Peru Summer Institute: Ecology, Technology and Indigeneity in the High Amazon (Summer 2013)

June 3 – June 28, 2013

The 2013 Peru Summer Institute:  Ecology, Technology & Indigeneity in the High Amazon will take place at the Sachamama Center in Lamas, Peru.

The Sachamama Center is one of the two founding centers of the international project Annapurna Pluriversity: Collaborative for Abundance, Creativity and Resilience. The Center is a non-profit organization whose mission is to work collaboratively with the Kichwa-Lamista communities in their bio-cultural regeneration with the goal of nurturing intercultural dialogue. Please go to the Sachamama Center webpage for more information.

This six-credit summer institute is open to senior undergraduate and graduate students, and offers an intensive four-week program of study, see course descriptions below.  In addition to course readings, seminars and writing assignments, students will learn from Kichwa-Lamista educators and community members about Indigenous cultural practices and ecotechnologies such as medicinal plants and foods, sustainable traditional agricultural practices, weaving, building and architecture, ceramics, music, and dance.  Through this holistic intercultural and international program of study, students will engage mind, body, heart and spirit as they experience worldviews and community practices that value other than global capital and geopolitical systems. Students will reciprocate by doing service work within the Kichwa-Lamista communities such as helping to build a tambo (Indigenous building of bamboo or earth with palm leaf roofs), working with Indigenous farmers to plant or harvest on their chacras (fields), or working on the bio-char (fertile black earth soil) research project to enhance Kichwa-Lamista food security and economic stability, as well as to save the Amazon rainforest from further devastation.

COURSES

EDCP 467A/585C: Ecology, Technology, and Indigeneity in the High Amazon

EDCP 467B/EDCP 585E:  Narrativity, Indigeneity and Ecopedagogy

PROFESSORS

Dr. Peter Cole

Peter Cole is a member of the Douglas First Nation, one of the Stl’atl’imx communities in SW British Columbia, and also has Celtic heritage.  He has taught at universities in Canada, the United States and Aotearoa-New Zealand, most recently as Associate Professor in Aboriginal and Northern Studies at the University College of the North where he was Chair of the Research Ethics Board. For more information about his work and pedagogy, please visit his page at the EDCP website.

Dr. Pat O’Riley

Pat has taught at universities in Aotearoa-New Zealand, Canada, and the United States, in large urban centres, in remote northern communities and on First Nations reserves.  Her teaching is shaped by feminist, critical, anti-racist, poststructural and Indigenous theory and pedagogical practices that encourage cross-cultural, transdisciplinary, and international conversations of understanding and mutual respect. For more information about her work and pedagogy, please visit her page at the EDCP website.

ACCOMMODATION

Students will stay at Casa La Sangapilla that is located on the beautiful grounds of the Sachamama Center.

APPLICATION DEADLINE

November 16, 2012 at 4:30pm. If spaces remain, a secondary application deadline of January 7 will be implemented.

INFO SESSION

October 31, 2012 11:00 am to 12:30pm in Scarfe 201.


_What to work on:_
Starting at the first line, reproduce the listing below in full, exactly as given.

_Data provided:_
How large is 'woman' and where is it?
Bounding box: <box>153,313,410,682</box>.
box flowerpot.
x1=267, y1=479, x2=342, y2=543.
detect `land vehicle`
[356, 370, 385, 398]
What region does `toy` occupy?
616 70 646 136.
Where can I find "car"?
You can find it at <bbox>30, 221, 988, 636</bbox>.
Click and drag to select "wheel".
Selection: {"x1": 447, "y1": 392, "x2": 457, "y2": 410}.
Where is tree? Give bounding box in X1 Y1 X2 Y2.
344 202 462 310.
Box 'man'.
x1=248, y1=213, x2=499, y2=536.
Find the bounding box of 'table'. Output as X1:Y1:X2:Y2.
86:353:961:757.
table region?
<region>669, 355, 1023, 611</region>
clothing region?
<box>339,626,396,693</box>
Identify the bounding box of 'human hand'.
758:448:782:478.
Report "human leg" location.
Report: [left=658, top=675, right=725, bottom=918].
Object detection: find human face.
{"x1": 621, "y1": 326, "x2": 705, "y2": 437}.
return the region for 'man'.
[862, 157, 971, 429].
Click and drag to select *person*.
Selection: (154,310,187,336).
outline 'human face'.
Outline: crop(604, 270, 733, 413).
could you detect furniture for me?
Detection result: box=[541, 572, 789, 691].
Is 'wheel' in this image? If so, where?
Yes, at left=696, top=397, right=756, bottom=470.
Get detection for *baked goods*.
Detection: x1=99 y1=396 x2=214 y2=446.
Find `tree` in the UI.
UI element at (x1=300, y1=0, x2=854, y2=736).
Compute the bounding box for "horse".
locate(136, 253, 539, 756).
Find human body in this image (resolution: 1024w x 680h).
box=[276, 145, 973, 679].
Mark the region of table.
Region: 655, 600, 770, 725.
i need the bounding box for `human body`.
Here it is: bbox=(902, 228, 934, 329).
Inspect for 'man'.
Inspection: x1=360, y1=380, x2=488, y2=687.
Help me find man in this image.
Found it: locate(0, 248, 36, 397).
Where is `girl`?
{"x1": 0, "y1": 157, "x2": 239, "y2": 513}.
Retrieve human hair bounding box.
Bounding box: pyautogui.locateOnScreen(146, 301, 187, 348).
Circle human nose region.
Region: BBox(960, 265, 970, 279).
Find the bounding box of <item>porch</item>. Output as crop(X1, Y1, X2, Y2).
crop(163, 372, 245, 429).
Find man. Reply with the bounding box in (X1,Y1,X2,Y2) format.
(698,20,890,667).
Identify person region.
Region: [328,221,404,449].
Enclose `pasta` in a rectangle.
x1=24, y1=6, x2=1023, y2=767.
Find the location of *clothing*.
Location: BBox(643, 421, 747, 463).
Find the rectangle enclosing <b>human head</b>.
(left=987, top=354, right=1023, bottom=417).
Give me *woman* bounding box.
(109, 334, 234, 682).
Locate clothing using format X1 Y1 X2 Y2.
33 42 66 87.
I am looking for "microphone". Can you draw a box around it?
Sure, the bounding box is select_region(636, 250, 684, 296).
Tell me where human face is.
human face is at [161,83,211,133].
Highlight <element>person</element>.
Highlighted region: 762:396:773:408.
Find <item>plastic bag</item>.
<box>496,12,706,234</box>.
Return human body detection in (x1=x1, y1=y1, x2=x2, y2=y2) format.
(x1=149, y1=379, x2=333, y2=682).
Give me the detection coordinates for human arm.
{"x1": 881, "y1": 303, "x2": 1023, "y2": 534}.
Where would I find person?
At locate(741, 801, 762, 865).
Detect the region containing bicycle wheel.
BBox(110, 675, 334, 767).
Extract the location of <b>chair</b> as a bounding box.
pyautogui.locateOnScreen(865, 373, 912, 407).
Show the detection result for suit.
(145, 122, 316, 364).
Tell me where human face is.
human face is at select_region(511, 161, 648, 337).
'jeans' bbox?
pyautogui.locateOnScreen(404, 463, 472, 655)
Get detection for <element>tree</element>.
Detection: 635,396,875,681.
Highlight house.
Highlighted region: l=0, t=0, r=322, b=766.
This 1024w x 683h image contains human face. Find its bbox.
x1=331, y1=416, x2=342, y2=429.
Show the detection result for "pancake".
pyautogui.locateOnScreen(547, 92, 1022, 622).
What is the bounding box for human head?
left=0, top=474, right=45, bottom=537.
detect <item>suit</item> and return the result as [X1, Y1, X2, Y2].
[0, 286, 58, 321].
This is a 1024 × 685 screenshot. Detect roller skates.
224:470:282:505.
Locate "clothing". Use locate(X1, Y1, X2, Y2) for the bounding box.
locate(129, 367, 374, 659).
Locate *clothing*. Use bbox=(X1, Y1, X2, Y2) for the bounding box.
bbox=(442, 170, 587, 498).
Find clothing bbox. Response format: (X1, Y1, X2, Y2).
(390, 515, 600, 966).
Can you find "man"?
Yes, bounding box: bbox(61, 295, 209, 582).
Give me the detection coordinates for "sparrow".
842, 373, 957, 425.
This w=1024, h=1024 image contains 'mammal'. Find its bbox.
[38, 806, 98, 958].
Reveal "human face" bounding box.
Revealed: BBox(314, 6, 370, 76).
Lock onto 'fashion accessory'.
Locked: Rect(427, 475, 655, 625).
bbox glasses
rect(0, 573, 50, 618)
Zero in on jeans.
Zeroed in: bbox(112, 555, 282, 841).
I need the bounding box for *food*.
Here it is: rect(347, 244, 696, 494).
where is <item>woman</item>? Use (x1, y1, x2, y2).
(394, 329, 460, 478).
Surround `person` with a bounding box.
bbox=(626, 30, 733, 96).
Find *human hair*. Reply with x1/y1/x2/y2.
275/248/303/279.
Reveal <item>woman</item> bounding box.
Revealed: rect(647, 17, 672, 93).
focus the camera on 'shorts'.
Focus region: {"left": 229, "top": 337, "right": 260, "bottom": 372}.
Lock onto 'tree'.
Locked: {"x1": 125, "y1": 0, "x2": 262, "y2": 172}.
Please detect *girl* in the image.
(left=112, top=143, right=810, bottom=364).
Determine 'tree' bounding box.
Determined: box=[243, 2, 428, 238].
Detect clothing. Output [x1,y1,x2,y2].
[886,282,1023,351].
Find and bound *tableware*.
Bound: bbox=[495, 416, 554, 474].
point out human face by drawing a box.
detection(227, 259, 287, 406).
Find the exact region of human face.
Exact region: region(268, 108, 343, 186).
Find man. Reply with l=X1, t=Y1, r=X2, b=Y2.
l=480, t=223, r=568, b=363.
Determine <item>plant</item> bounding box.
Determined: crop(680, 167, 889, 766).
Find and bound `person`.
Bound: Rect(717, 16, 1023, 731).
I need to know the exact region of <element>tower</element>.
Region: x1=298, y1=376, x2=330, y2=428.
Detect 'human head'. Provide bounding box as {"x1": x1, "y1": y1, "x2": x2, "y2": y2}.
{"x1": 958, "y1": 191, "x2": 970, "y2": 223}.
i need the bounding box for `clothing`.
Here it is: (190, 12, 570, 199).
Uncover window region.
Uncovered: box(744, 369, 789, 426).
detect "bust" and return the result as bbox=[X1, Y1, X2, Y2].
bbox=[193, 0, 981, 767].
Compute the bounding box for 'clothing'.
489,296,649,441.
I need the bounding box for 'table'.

_Exercise result:_
How large is 'woman' and where is it?
Bounding box: <box>153,313,410,682</box>.
box flowerpot.
x1=267, y1=479, x2=342, y2=543.
detect `land vehicle`
[356, 370, 385, 398]
What region does `toy` occupy?
616 70 646 136.
Where can I find "car"?
You can find it at <bbox>30, 221, 988, 636</bbox>.
Click and drag to select "wheel".
Selection: {"x1": 447, "y1": 392, "x2": 457, "y2": 410}.
Where is tree? Give bounding box in X1 Y1 X2 Y2.
344 202 462 310.
Box 'man'.
x1=248, y1=213, x2=499, y2=536.
Find the bounding box of 'table'. Output as X1:Y1:X2:Y2.
86:353:961:757.
table region?
<region>669, 355, 1023, 611</region>
clothing region?
<box>339,626,396,693</box>
Identify the bounding box of 'human hand'.
758:448:782:478.
Report "human leg" location.
Report: [left=658, top=675, right=725, bottom=918].
Object detection: find human face.
{"x1": 621, "y1": 326, "x2": 705, "y2": 437}.
return the region for 'man'.
[862, 157, 971, 429].
Click and drag to select *person*.
Selection: (154,310,187,336).
outline 'human face'.
Outline: crop(604, 270, 733, 413).
could you detect furniture for me?
Detection result: box=[541, 572, 789, 691].
Is 'wheel' in this image? If so, where?
Yes, at left=696, top=397, right=756, bottom=470.
Get detection for *baked goods*.
Detection: x1=99 y1=396 x2=214 y2=446.
Find `tree` in the UI.
UI element at (x1=300, y1=0, x2=854, y2=736).
Compute the bounding box for "horse".
locate(136, 253, 539, 756).
Find human body in this image (resolution: 1024w x 680h).
box=[276, 145, 973, 679].
Mark the region of table.
Region: 655, 600, 770, 725.
i need the bounding box for `human body`.
Here it is: bbox=(902, 228, 934, 329).
Inspect for 'man'.
Inspection: x1=360, y1=380, x2=488, y2=687.
Help me find man in this image.
Found it: locate(0, 248, 36, 397).
Where is `girl`?
{"x1": 0, "y1": 157, "x2": 239, "y2": 513}.
Retrieve human hair bounding box.
Bounding box: pyautogui.locateOnScreen(146, 301, 187, 348).
Circle human nose region.
Region: BBox(960, 265, 970, 279).
Find the bounding box of <item>porch</item>. Output as crop(X1, Y1, X2, Y2).
crop(163, 372, 245, 429).
Find man. Reply with the bounding box in (X1,Y1,X2,Y2) format.
(698,20,890,667).
Identify person region.
Region: [328,221,404,449].
Enclose `pasta` in a rectangle.
x1=24, y1=6, x2=1023, y2=767.
Find the location of *clothing*.
Location: BBox(643, 421, 747, 463).
Find the rectangle enclosing <b>human head</b>.
(left=987, top=354, right=1023, bottom=417).
Give me *woman* bounding box.
(109, 334, 234, 682).
Locate clothing using format X1 Y1 X2 Y2.
33 42 66 87.
I am looking for "microphone". Can you draw a box around it?
Sure, the bounding box is select_region(636, 250, 684, 296).
Tell me where human face is.
human face is at [161,83,211,133].
Highlight <element>person</element>.
Highlighted region: 762:396:773:408.
Find <item>plastic bag</item>.
<box>496,12,706,234</box>.
Return human body detection in (x1=x1, y1=y1, x2=x2, y2=y2) format.
(x1=149, y1=379, x2=333, y2=682).
Give me the detection coordinates for human arm.
{"x1": 881, "y1": 303, "x2": 1023, "y2": 534}.
Where would I find person?
At locate(741, 801, 762, 865).
Detect the region containing bicycle wheel.
BBox(110, 675, 334, 767).
Extract the location of <b>chair</b> as a bounding box.
pyautogui.locateOnScreen(865, 373, 912, 407).
Show the detection result for suit.
(145, 122, 316, 364).
Tell me where human face is.
human face is at select_region(511, 161, 648, 337).
'jeans' bbox?
pyautogui.locateOnScreen(404, 463, 472, 655)
Get detection for <element>tree</element>.
Detection: 635,396,875,681.
Highlight house.
Highlighted region: l=0, t=0, r=322, b=766.
This 1024w x 683h image contains human face. Find its bbox.
x1=331, y1=416, x2=342, y2=429.
Show the detection result for "pancake".
pyautogui.locateOnScreen(547, 92, 1022, 622).
What is the bounding box for human head?
left=0, top=474, right=45, bottom=537.
detect <item>suit</item> and return the result as [X1, Y1, X2, Y2].
[0, 286, 58, 321].
This is a 1024 × 685 screenshot. Detect roller skates.
224:470:282:505.
Locate "clothing". Use locate(X1, Y1, X2, Y2) for the bounding box.
locate(129, 367, 374, 659).
Locate *clothing*. Use bbox=(X1, Y1, X2, Y2) for the bounding box.
bbox=(442, 170, 587, 498).
Find clothing bbox. Response format: (X1, Y1, X2, Y2).
(390, 515, 600, 966).
Can you find "man"?
Yes, bounding box: bbox(61, 295, 209, 582).
Give me the detection coordinates for "sparrow".
842, 373, 957, 425.
This w=1024, h=1024 image contains 'mammal'. Find its bbox.
[38, 806, 98, 958].
Reveal "human face" bounding box.
Revealed: BBox(314, 6, 370, 76).
Lock onto 'fashion accessory'.
Locked: Rect(427, 475, 655, 625).
bbox glasses
rect(0, 573, 50, 618)
Zero in on jeans.
Zeroed in: bbox(112, 555, 282, 841).
I need the bounding box for *food*.
Here it is: rect(347, 244, 696, 494).
where is <item>woman</item>? Use (x1, y1, x2, y2).
(394, 329, 460, 478).
Surround `person` with a bounding box.
bbox=(626, 30, 733, 96).
Find *human hair*. Reply with x1/y1/x2/y2.
275/248/303/279.
Reveal <item>woman</item> bounding box.
Revealed: rect(647, 17, 672, 93).
focus the camera on 'shorts'.
Focus region: {"left": 229, "top": 337, "right": 260, "bottom": 372}.
Lock onto 'tree'.
Locked: {"x1": 125, "y1": 0, "x2": 262, "y2": 172}.
Please detect *girl* in the image.
(left=112, top=143, right=810, bottom=364).
Determine 'tree' bounding box.
Determined: box=[243, 2, 428, 238].
Detect clothing. Output [x1,y1,x2,y2].
[886,282,1023,351].
Find and bound *tableware*.
Bound: bbox=[495, 416, 554, 474].
point out human face by drawing a box.
detection(227, 259, 287, 406).
Find the exact region of human face.
Exact region: region(268, 108, 343, 186).
Find man. Reply with l=X1, t=Y1, r=X2, b=Y2.
l=480, t=223, r=568, b=363.
Determine <item>plant</item> bounding box.
Determined: crop(680, 167, 889, 766).
Find and bound `person`.
Bound: Rect(717, 16, 1023, 731).
I need to know the exact region of <element>tower</element>.
Region: x1=298, y1=376, x2=330, y2=428.
Detect 'human head'. Provide bounding box as {"x1": x1, "y1": y1, "x2": x2, "y2": y2}.
{"x1": 958, "y1": 191, "x2": 970, "y2": 223}.
i need the bounding box for `clothing`.
Here it is: (190, 12, 570, 199).
Uncover window region.
Uncovered: box(744, 369, 789, 426).
detect "bust" and return the result as bbox=[X1, Y1, X2, Y2].
bbox=[193, 0, 981, 767].
Compute the bounding box for 'clothing'.
489,296,649,441.
I need the bounding box for 'table'.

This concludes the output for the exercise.